People in Europe are worried about the biggest solar eclipse in fifteen years: "On Friday morning, March 20, a solar eclipse will sweep across Europe. This rare aligning of the sun, moon, and Earth will cause the standard delays and hazards as onlookers get distracted by the unusual sky and the darkness it casts. But this time around, there is a new cause for concern: solar power. The eclipse, in which the moon comes between the sun and the Earth, will be most pronounced in Northern Europe, and the bulk of the apprehension is centered on Europe's solar powerhouse: Germany.
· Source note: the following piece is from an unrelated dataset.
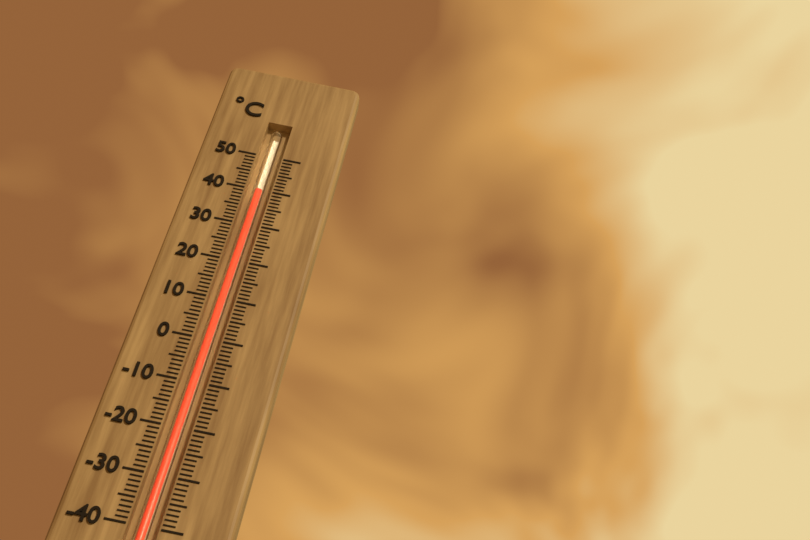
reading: 40 °C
At the size of Montana and nearly the same latitude, Germany is an unlikely solar leader, but a concerted national effort to go renewable has put it at the forefront of solar power development. Its 1.4 million solar energy systems account for around a quarter of the solar capacity installed on Earth and solar provides about seven percent of the country's power. During 75 minutes in the mid-morning—when the sun's power is normally accelerating—Germany will instead rapidly lose solar generation."

[CN: Racism] This is a terrific illustration by Ronald Wimberly about racism in corporate comics. That last line is amazing.

[CN: Ciscentrism] Dr. Cheryl Chastine: "Cisgender Women Aren't the Only People Who Seek Abortions, and Activists' Language Should Reflect That." Terrific piece.

Oh god lololol: "Rep. Aaron Schock, who resigned from Congress yesterday over allegations that he'd improperly spent taxpayer money, has at least one person in [his] corner. ...'Two years from now he'll be successful, if he's not in jail,' [Schock's father] Dr. Richard Schock told a reporter from Chicago's ABC7 outside his home in Peoria, Illinois."